This appeal concerns the question as to whether certain provisions of the Sexual Offences Act 2003 (“the 2003 Act”) are incompatible with Article 8 of the European Convention on Human Rights insofar as they imposes on a person convicted of sexual offences and sentenced to imprisonment for a period of 30 months or more the requirement to notify the police of certain information, including his home address (and, if applicable, the place at which he resides), and be placed on the Sex Offenders Register.  Any changes in the information given must be notified within 3 days of the changes occurring.  The changes that need to be notified include where the offender travels within the UK for periods of in excess of 7 days at a time.  The 2003 Act also gave the Secretary of State the power to adopt regulations requiring offenders who leave the UK to give notification to the police before they leave and about their return.  Such regulations were made in 2004.  Importantly for this case, the 2003 Act provides for the notification requirements to be imposed for an indefinite period without the possibility of review.  Likewise, such offenders are placed on the Sex Offenders Register for life without the possibility of review.
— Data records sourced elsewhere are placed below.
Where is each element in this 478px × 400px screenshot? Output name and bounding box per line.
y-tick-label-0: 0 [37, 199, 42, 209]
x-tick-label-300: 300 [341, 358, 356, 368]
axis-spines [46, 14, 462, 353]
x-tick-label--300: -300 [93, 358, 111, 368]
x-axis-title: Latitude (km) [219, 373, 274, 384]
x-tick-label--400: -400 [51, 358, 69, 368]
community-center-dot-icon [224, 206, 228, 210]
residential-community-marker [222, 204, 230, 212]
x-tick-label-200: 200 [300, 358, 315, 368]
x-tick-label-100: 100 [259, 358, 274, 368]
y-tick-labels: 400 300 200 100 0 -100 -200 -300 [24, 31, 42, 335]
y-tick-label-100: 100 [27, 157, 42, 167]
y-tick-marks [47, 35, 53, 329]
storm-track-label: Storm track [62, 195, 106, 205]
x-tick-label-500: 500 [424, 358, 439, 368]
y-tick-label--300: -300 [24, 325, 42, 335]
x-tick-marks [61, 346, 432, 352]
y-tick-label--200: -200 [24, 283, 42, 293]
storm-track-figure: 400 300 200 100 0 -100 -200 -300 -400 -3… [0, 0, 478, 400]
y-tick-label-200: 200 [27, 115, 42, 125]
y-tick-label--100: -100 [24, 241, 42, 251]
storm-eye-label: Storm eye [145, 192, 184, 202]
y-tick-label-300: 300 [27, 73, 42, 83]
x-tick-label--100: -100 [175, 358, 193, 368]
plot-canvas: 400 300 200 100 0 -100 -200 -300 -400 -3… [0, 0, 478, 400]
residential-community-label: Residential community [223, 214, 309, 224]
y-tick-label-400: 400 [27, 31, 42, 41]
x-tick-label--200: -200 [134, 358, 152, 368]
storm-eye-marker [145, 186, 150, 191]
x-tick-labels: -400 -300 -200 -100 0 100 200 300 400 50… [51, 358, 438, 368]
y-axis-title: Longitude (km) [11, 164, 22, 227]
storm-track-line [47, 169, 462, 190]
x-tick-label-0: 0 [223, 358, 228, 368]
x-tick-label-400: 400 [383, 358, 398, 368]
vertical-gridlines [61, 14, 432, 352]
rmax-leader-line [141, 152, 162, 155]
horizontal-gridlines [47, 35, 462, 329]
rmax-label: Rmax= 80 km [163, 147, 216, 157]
The claimants (an adult offender and a child offender) argued that these provisions were a disproportionate interference with their Article 8 rights.  At first instance, the Divisonal Court agreed ([2008] EWHC 3170 (Admin)).  Latham LJ, Underhill J and Flaux J granted a declaration of incompatibility.  The Secretary of State appealed, but without success.  The Court of Appeal (Dyson, Maurice Kay and Hooper LJJ, [2009] EWCA Civ 792) held that, as a matter of principle, an offender is entitled to have the question whether the notification requirements etc continue to serve a legitimate purpose determined on a review.  It was not necessary that all sex offenders sentenced to imprisonment/detention for 30 months or more should be subject to such requirements for the rest of their lives without the possibility of review: the 2003 Act did not cater for those offenders who show no real risk of re-offending.  
 
The Court of Appeal highlighted the significant impact that the notification requirements can have on offenders – particularly for those who frequently travel at short notice.  Moreover, there was a real possibility of adverse consequences in the event of disclosure of the fact that the offender is on the Sex Offenders Register, and such disclosure was a real possibility.  In other words, whilst for some offenders the requirements of the 2003 Act would constitute a modest interference with their Article 8 rights, for others they would be more substantial.
 
The Court of Appeal was at pains to dampen the “spectre of floodgates” by emphasising that it was still open to Parliament to set the review threshold at a “suitably high level” as regards the timing of the first opportunity for review, the frequency with which applications could be made and what has to be proved in order for the requirements to be varied or discharged (para 47); but a blanket ban on reviews was disproportionate and hence incompatible with Article 8.  The Court added that the case was “even stronger” in respect of young offenders.  Perhaps anticipating the reaction that the judgment might have in the (popular) press, the Court added that it was “not putting the interests of offenders ahead of those of victims”: the Court recognised the importance of the issues raised by the Secretary of State in his appeal and that they “touch matters which are rightly of great concern to the public”, but the notification requirements as currently framed did nothing to promote the laudable objective of detecting and preventing sexual offending and were disproportionate for that reason (para 65).
 
Permission to appeal was granted by the Supreme Court on 7 December 2009.  The Court now has to consider, among other things, whether the Court of Appeal was right to distinguish a number of cases in which the domestic courts and ECtHR have upheld the proportionality of certain aspects of regime installed by the 2003 Act and its predecessor.  The case is bound to attract considerable media attention.